Right, but the registrar wasn't being cooperative. I've changed glue records with other registrars before (self-service - just fill in the IP next to the name). I even remember emailing changes to NSI, back when that was the procedure), but changing one with GoDaddy has proven, erm, difficult.

As far as what is going to be used by global dns, it would be glue
record that you set with registrar (ok - its supposed to, but its
not always true depending how caching dns server is written).

BTW - when doing check make certain to use "+norecurse"

Ok... I'd be surprised if a gTLD server did a recursive query if asked.

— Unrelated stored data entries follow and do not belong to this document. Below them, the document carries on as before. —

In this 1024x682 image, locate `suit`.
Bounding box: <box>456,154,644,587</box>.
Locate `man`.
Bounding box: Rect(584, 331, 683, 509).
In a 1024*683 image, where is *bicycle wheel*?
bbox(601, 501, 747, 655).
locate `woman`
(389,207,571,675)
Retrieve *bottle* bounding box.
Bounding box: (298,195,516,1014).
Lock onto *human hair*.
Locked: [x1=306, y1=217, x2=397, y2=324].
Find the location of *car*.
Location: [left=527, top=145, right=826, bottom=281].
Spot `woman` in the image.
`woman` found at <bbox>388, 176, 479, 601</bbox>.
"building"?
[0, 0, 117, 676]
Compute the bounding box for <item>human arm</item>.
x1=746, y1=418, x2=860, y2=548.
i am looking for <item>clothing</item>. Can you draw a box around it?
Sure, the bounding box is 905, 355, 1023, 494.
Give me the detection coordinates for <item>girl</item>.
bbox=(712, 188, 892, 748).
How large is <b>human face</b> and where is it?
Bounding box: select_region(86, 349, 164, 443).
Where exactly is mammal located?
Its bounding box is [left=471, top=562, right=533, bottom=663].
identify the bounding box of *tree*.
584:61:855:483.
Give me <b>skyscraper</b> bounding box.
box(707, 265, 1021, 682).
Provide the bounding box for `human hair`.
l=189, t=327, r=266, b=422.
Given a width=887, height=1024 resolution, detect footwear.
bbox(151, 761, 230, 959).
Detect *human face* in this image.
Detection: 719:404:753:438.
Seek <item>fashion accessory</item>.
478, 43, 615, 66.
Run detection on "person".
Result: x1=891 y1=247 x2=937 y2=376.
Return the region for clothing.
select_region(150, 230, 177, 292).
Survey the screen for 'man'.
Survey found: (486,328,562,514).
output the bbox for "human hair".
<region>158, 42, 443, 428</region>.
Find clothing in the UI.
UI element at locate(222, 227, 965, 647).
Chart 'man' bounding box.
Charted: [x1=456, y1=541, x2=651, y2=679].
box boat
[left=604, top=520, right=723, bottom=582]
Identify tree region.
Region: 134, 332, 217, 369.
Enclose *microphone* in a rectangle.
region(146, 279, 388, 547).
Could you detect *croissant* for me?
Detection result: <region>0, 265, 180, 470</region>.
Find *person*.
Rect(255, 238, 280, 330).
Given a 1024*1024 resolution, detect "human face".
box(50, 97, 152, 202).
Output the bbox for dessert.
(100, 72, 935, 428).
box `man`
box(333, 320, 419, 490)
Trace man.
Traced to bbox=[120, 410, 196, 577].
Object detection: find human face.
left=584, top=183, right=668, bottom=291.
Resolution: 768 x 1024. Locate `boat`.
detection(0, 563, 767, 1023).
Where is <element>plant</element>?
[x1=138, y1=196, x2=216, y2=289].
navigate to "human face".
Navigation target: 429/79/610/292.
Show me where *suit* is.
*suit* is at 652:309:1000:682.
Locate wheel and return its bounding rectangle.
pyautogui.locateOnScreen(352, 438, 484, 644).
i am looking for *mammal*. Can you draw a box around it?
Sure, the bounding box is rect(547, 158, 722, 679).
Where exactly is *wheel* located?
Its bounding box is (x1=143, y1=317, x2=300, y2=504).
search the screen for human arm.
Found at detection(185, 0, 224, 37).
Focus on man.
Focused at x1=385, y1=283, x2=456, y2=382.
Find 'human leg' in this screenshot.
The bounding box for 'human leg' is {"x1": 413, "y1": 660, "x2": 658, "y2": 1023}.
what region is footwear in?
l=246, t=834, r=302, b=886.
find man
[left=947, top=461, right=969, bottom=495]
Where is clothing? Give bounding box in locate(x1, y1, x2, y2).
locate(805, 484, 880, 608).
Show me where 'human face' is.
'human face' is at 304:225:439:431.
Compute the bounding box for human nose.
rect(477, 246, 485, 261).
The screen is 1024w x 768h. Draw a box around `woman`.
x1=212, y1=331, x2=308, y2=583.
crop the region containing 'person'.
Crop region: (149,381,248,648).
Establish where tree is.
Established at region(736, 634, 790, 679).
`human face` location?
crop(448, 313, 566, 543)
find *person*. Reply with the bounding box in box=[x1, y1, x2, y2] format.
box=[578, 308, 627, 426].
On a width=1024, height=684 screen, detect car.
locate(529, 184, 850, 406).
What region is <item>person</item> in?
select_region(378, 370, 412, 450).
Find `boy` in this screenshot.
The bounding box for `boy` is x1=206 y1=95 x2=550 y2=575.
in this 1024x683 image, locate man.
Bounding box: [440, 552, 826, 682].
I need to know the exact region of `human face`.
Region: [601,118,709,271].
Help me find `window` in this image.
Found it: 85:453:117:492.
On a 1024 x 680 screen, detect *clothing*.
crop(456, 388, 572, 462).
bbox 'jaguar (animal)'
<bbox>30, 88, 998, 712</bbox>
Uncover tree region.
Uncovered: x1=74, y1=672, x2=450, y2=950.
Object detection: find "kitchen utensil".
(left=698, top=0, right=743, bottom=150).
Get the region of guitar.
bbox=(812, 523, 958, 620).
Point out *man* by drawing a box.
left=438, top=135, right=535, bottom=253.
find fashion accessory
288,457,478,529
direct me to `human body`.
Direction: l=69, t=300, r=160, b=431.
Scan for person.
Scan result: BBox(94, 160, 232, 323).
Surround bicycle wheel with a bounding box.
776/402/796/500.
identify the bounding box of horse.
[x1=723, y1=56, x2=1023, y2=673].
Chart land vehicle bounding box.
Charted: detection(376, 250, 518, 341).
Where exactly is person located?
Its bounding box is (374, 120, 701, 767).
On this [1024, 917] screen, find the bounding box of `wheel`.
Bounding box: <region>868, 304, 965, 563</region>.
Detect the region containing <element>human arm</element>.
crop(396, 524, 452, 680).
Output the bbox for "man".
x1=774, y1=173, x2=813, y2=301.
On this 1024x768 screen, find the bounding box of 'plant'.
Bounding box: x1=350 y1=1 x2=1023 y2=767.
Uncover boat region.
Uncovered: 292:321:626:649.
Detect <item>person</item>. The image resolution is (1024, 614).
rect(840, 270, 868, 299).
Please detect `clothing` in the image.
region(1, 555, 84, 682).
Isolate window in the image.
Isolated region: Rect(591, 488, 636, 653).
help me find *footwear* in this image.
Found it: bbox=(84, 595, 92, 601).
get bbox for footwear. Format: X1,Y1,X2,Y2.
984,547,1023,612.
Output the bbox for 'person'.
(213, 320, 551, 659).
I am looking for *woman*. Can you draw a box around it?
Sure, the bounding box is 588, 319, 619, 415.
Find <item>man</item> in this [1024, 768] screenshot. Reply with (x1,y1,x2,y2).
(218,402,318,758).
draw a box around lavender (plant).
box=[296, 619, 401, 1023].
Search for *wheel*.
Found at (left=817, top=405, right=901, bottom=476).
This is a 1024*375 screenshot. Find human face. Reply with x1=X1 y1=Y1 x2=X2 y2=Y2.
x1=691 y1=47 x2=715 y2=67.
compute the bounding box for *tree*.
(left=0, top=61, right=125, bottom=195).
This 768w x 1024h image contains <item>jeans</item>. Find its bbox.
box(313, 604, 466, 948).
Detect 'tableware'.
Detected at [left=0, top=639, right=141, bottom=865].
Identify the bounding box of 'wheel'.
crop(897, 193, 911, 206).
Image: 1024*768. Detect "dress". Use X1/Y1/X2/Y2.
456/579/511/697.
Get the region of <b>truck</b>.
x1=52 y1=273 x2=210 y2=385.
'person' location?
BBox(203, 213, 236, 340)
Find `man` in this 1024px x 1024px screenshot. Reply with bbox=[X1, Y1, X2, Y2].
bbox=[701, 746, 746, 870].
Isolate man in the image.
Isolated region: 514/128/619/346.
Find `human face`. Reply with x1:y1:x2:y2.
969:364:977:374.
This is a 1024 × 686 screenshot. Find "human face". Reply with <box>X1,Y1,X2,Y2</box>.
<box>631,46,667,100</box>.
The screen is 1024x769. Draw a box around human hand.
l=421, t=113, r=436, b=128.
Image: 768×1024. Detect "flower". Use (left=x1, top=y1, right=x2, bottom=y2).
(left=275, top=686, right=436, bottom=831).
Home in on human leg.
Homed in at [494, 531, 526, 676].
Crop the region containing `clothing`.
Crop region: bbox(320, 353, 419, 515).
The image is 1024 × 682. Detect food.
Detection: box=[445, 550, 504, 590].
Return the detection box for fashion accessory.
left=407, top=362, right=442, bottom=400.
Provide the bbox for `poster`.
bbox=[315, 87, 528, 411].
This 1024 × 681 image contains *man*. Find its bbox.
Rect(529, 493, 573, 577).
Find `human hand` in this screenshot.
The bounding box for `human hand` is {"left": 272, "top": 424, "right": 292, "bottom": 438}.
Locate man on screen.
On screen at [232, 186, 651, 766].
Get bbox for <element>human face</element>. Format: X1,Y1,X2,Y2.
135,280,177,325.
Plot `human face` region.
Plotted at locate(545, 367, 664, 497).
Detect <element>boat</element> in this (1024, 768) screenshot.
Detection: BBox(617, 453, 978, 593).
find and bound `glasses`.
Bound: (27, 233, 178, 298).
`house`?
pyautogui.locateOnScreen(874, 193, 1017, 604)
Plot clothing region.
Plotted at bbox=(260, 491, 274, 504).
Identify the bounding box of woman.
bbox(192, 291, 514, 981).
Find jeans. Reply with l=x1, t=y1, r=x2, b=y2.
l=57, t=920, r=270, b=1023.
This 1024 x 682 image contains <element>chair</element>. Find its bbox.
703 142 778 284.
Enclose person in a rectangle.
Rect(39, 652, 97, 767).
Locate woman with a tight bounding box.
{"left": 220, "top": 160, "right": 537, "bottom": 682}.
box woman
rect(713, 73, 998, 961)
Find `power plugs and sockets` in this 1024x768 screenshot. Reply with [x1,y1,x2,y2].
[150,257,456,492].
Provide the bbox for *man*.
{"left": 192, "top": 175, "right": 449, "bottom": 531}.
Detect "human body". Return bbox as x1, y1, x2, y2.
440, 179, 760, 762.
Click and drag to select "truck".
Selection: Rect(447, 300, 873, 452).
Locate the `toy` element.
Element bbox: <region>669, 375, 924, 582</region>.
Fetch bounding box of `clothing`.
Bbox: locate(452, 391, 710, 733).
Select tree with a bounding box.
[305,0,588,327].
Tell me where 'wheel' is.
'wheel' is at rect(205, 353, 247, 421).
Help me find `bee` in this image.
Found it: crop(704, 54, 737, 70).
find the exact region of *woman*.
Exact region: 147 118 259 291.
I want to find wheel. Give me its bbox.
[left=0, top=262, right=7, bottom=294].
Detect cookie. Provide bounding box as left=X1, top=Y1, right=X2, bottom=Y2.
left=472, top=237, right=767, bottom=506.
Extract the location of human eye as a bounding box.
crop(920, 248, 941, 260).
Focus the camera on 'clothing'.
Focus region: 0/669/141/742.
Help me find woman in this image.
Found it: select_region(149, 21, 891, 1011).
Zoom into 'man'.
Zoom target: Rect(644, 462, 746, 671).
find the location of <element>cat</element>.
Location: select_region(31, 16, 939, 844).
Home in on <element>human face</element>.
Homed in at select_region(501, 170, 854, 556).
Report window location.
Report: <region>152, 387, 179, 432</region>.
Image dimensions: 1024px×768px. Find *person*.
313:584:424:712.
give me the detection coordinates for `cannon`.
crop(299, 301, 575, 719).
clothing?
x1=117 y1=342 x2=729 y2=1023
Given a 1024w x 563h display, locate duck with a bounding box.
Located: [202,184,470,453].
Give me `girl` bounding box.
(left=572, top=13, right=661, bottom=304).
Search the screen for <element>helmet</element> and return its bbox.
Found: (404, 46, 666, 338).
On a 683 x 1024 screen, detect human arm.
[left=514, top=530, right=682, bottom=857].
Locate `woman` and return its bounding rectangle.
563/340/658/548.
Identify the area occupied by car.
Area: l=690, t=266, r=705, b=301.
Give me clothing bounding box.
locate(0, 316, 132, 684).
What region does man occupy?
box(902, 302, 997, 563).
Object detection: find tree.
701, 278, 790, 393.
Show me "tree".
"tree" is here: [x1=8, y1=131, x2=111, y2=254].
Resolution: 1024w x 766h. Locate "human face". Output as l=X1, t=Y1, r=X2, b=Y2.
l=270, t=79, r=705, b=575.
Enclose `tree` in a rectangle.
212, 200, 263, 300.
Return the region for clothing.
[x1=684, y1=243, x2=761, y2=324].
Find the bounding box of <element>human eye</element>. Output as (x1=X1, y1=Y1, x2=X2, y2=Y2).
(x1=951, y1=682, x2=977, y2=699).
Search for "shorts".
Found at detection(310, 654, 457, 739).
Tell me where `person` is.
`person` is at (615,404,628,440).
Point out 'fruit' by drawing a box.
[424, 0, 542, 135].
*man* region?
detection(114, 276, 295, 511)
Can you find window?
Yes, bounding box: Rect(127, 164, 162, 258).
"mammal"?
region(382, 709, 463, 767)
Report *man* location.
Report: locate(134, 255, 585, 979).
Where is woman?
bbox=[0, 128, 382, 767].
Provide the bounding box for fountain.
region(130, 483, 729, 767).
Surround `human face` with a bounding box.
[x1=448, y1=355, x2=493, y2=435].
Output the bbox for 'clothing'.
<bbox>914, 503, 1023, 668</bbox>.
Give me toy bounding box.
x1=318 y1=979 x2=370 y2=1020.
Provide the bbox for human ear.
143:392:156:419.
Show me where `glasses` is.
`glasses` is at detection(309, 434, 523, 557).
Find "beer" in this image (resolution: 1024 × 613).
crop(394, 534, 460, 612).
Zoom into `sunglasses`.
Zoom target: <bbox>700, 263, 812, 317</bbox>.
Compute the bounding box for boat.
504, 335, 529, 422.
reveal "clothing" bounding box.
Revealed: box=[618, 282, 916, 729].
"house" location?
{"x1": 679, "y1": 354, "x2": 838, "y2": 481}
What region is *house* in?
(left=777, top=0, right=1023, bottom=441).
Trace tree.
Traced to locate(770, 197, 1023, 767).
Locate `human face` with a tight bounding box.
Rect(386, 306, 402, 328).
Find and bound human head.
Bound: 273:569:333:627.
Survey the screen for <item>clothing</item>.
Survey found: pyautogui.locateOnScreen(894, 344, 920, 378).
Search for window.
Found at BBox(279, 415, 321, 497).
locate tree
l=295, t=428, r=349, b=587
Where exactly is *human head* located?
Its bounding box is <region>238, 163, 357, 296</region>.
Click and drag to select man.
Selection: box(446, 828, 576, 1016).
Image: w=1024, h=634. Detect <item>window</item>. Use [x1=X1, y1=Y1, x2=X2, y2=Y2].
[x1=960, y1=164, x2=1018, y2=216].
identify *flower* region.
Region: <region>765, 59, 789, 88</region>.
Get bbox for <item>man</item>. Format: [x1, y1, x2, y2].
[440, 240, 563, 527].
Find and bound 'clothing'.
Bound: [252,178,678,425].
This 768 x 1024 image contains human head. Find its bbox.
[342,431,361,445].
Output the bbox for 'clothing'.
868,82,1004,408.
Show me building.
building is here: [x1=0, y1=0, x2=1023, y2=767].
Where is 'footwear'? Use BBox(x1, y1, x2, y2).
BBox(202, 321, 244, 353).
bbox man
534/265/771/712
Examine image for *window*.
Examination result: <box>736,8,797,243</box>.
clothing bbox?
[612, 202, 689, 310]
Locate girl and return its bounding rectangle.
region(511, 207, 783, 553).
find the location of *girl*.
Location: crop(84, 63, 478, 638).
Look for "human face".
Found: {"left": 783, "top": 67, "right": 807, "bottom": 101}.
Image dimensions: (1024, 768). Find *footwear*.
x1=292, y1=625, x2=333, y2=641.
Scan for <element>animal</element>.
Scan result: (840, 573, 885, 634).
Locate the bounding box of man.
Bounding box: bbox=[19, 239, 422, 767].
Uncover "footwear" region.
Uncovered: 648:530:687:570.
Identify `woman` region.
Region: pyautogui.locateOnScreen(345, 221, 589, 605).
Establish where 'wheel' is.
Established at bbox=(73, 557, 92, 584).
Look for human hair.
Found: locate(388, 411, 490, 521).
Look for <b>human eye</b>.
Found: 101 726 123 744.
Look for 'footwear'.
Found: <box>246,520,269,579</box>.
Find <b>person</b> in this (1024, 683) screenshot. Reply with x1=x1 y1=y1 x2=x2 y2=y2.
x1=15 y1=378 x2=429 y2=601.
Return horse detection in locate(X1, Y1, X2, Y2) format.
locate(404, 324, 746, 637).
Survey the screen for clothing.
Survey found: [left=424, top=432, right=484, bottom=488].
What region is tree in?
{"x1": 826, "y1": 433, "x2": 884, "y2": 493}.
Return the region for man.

            I have tested your site and everything is resolving
            properly. This error message you are getting is not on our
            end.

If the record you wanted for glue is 64.142.39.200 and godaddy did not
fix it, then I suggest you find more cluefull registrar support person.
  

Ok, third time is a charm, I hope. You'd think even the level 1 folks would be trained to use dnsreport.com or something like it. (Boy, thanks to the folks providing it!) Note that I did specifically ask: "Please have this issue reviewed by someone technical - someone who knows what DNS glue is" and even included links to a definition, dnsreport.com,...

  
    Thank you for contacting customer support. I have looked into this
    situation and found that the domain name in question is not hosted
    with us. This being the case you may wish to speak with your
    hosting provider regarding the "glue" situation.

The above is a red flag that the godaddy's "customer service representative"
has no idea what "glue" means. Escalate to the real tech support.

Yup. I did get a good laugh out of the comment.